Mutah Jareb Hamidi is a 65-year-old mother of five. She lives in a remote village called Maghshoosha, in Kua’aidenah district of Hajjah governorate in northern Yemen. In this village most people live without latrines, and do not practice good personal hygiene, which causes the spread of diseases like cholera and illnesses like acute watery diarrhoea, especially among children and the elderly.
The majority of the villagers of Maghshoosha still defecate in the open, which worsens health problems. Mutah says: “People here are used to defecating outside near the roads or farms. We are illiterate, we don’t understand what may affect our health. Repeatedly, my grandsons had diarrhoea and stomach pains. We tried to cure them using traditional methods because there is no health centre in our village or in the neighbourhood.”

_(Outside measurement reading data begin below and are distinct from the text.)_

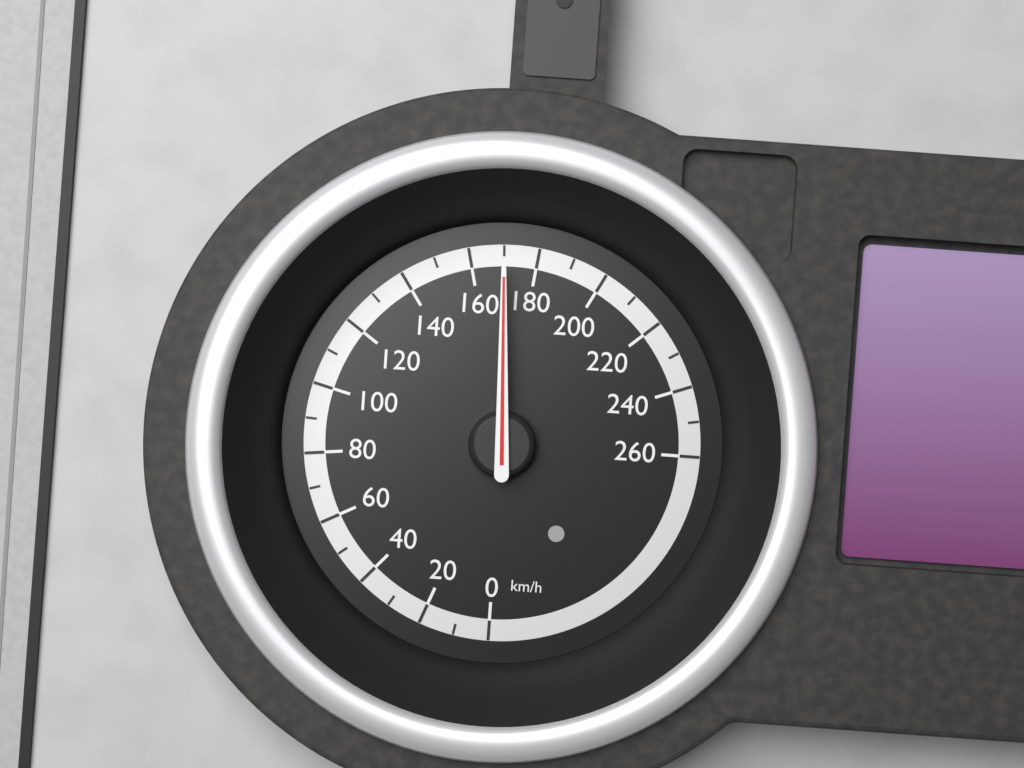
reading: 170 km/h
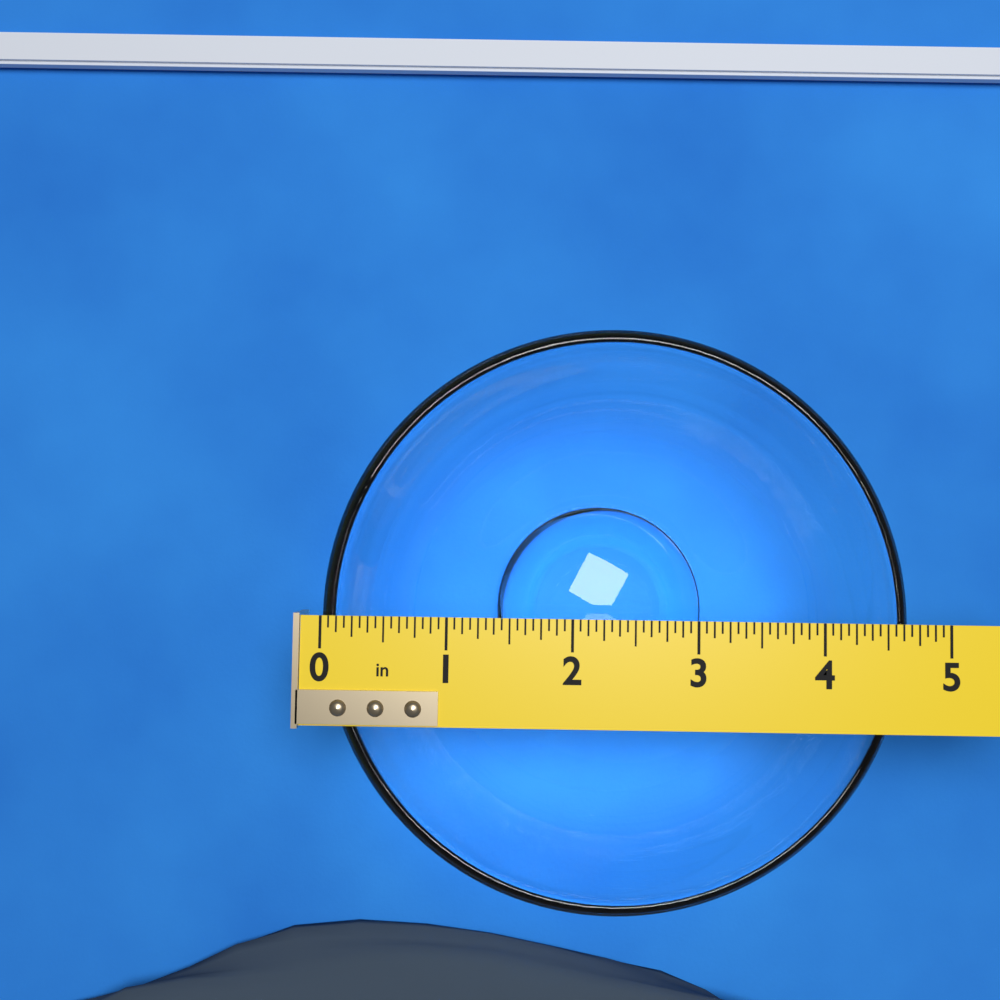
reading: 4.6875 in
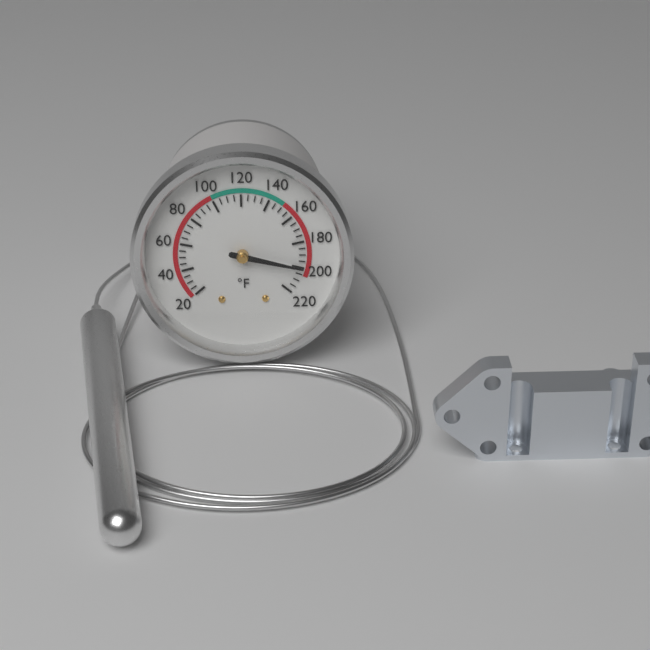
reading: 200 °F
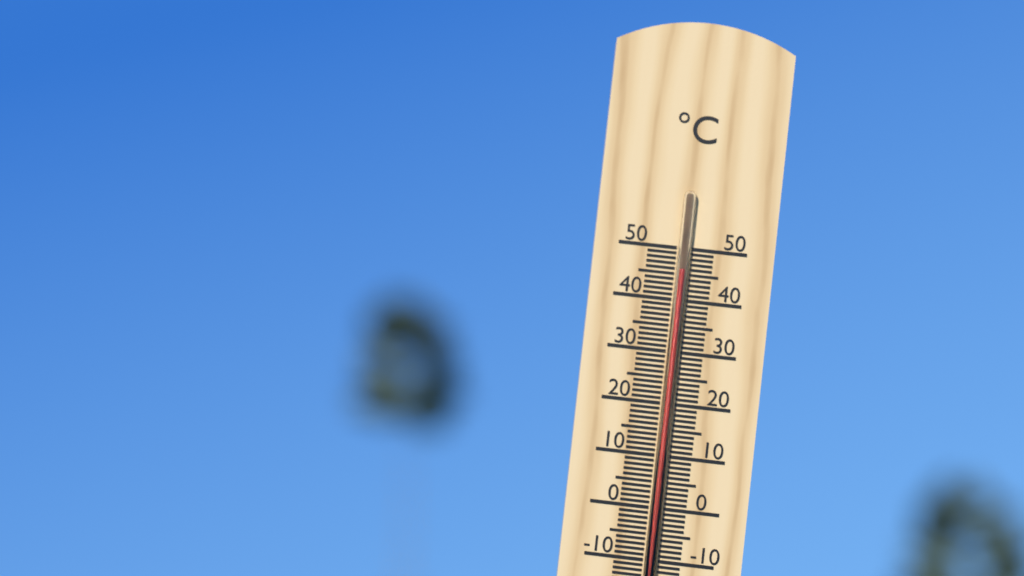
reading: 46 °C
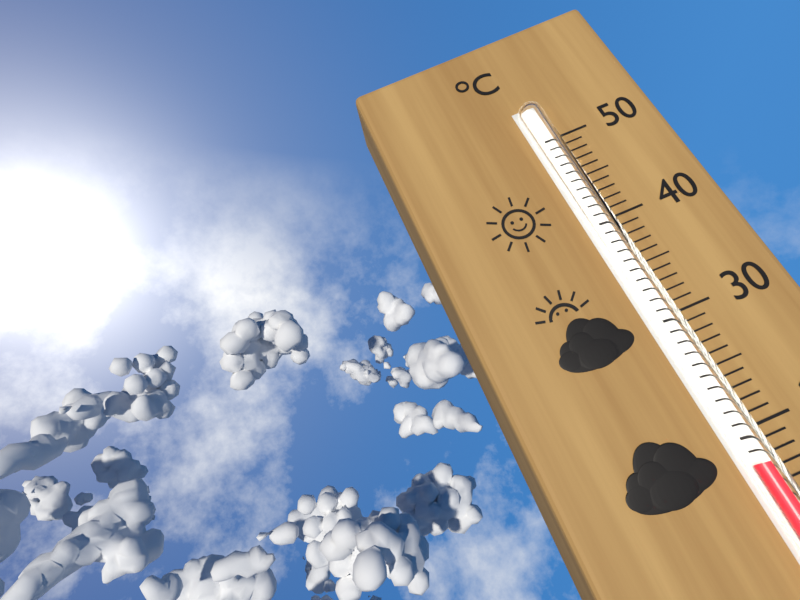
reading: 18 °C
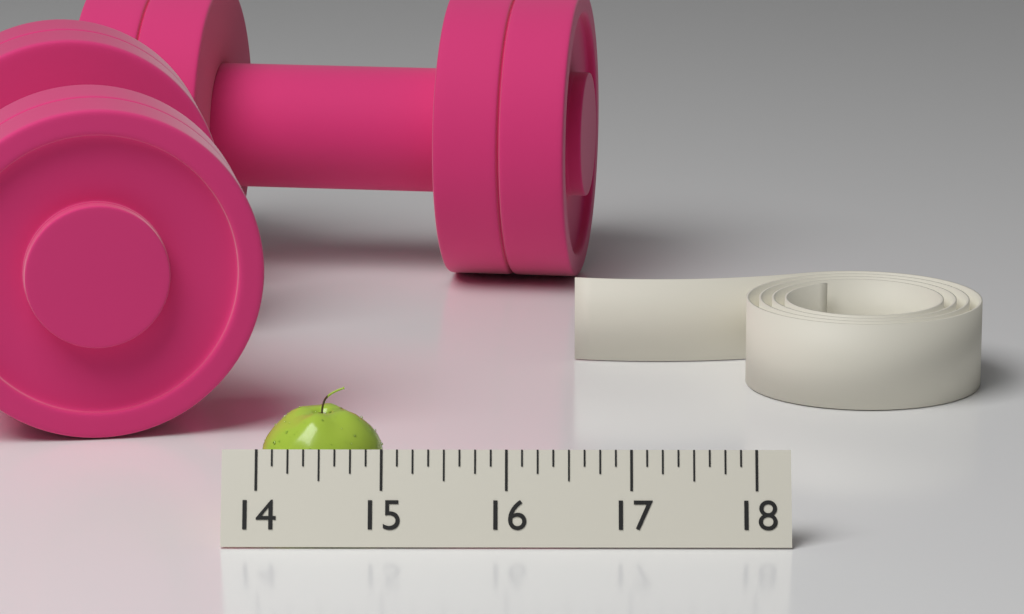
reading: 15.000 (no unit)
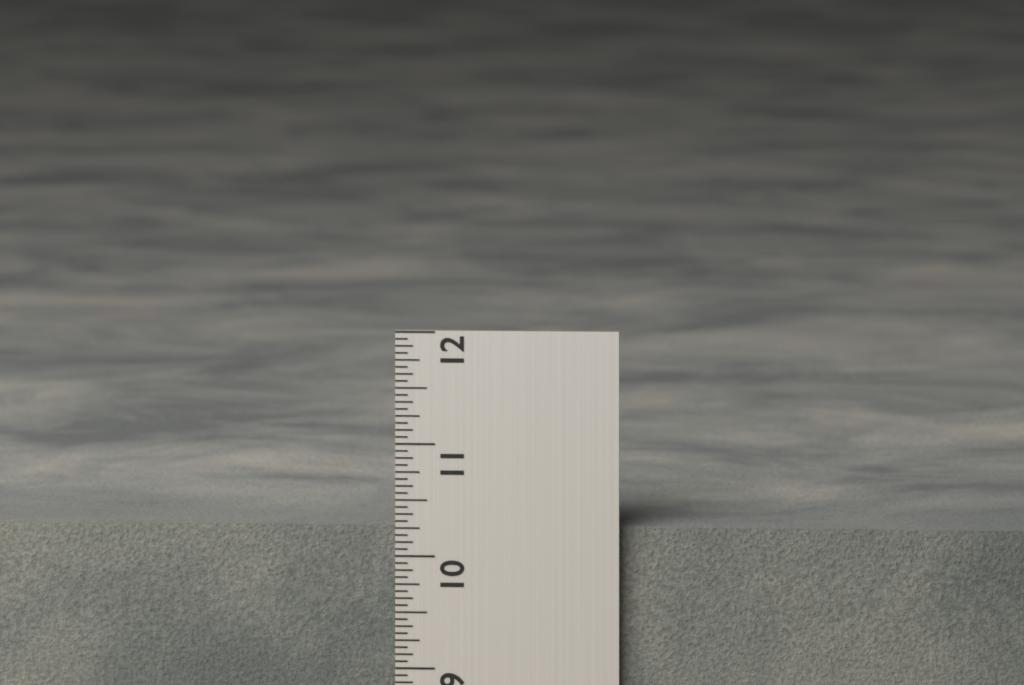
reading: 10.2500 in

Mutah continues in a whisper: “Women and girls didn’t use latrines, but they would go to the bush, or other open places to defecate. We were waiting until night to go under cover of darkness to relieve ourselves, and this put us at risk of reptiles, insects or snakebite. At the same time this affected the dignity of women and girls in our society.”
Fortunately for Mutah and residents of the village, with funding from the Office of U.S. Foreign Disaster Assistance (OFDA), CARE intervened with a water and sanitation project. CARE constructed household latrines with handwashing facilities and distributed chlorine to purify water and containers. Through hygiene promotion they also learnt how to make drinking water safe and how to store it in clean containers, and how to care of their personal hygiene.
Mutah explains how she used to suffer from unclean drinking water. “Believe me, monthly I used to get diarrhoea,” she says. “The water was from contaminated wells. After we received chlorine we use the tablets to put in the jerry cans, and now there is no diarrhoea any more for me or the children. Chlorine reduced the diseases and diarrhoea in our village.”